All of the above can make it quite difficult to ensure that the ad space you are buying is inline with your brand suitability requirements. Fragmentation also makes it difficult to track where your ads are being shown, and alongside what type of content. 

How contextual targeting can help

Contextual targeting is one technique that is growing in popularity for CTV advertising. This lets you target specific content that is relevant to your ads and brand using metadata related to specific programs and channels. 

Advertisers who use contextual targeting tools for CTV can leverage data from user profiles to create hyper-targeted and optimized ad campaigns that show ads in the right context and on the right devices. And, even better, this type of targeting is possible across CTV and OTT devices. 

Are your connected TV ads running on the wrong content?

As mentioned, brand suitability is a major concern for CTV advertisers. There’s often an assumption that, if you’re advertising on CTV platforms, you’re placing your ads alongside premium content. That’s not always the case. 

For example when you check the CTV box in your demand side platform (DSP) interface, there’s actually no guarantee that you’ll only get premium content. You might also wind up showing ads on mobile devices, mobile apps, screensavers, or small streaming windows on websites. 

It’s important, therefore, to make meaningful decisions about where you run ads, and have the ability to transparently track and prove those placements. There are a variety of techniques that help you do this. 

First is contextual targeting, as described above. The second are brand suitability controls that give you safety from fake content, specific no-go categories and content types, and non-OTT apps. 

Contextual targeting tools should offer cookie-free planning and targeting tool sets that let you target users based on specific contextual signals. These signals should be based on what those users are watching at an exact moment in time to ensure contextual relevance and suitability. This helps to alleviate major issues with CTV advertising like transparency, fragmentation, insufficient inventory data, and inefficient buying processes. 

On the brand suitability side, the explosion of CTV has created an urgency for advertisers to gain access to the same options that other digital advertising platforms offer to ensure relevance and safety. The best brand suitability tools are CTV give you access to pre-bid contextual categories that are purpose-built to help you avoid unsafe, unknown, or unverified channels during campaign setup. 

Rounding out the requirements for CTV advertisers in transparency. You need to be able to confidently and reliably track and monitor where your ads appear, how much engagement they’re getting, and what your ROI is from this channel. That comes down to having the proper tracking tools. 

How to track your connected TV ad performance 

Transparency during planning, launching and auditing your CTV ads is critical to ensuring that you maximize your spend on these platforms.
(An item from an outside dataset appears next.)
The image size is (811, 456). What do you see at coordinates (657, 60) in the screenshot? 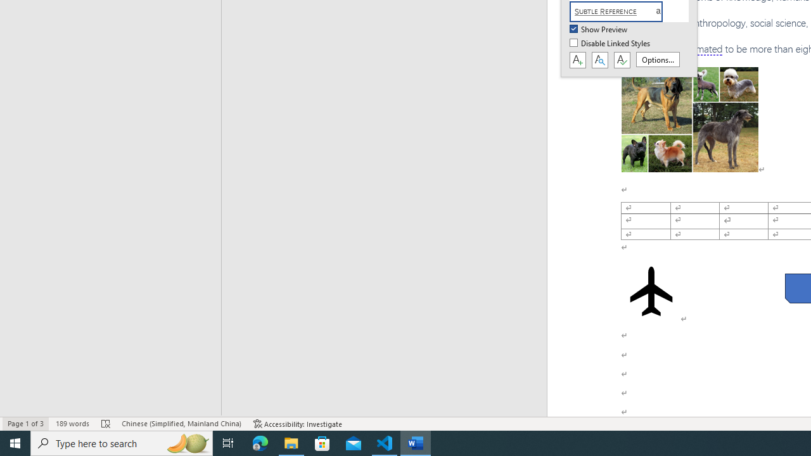
I see `Options...` at bounding box center [657, 60].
Ideally, you’ll want a toolset that enables contextual planning using defined pre-bid categories and transparency and attribution tools that highlight the performance of ad placements and content types. 

With a tool like Peer39, CTV advertisers gain this deep granularity on their planning and reporting capabilities. 

This granular transparency reporting includes the ability to track: 

  • Budget and spend
  • Impressions
  • Cost per action
  • View through conversions
  • CTV channel
  • Show-level data
  • Content categories
  • Production type
  • OTT service and device
  • Ad starts 
  • Ad complete 
  • Ad and video completion rate
  • Number of ads per show or channel 

Transparent reporting and planning lets you effectively demonstrate the value gained from CTV campaigns. This ensures reliability in your reporting data, and better-informed decision making about future ad spend through CTV.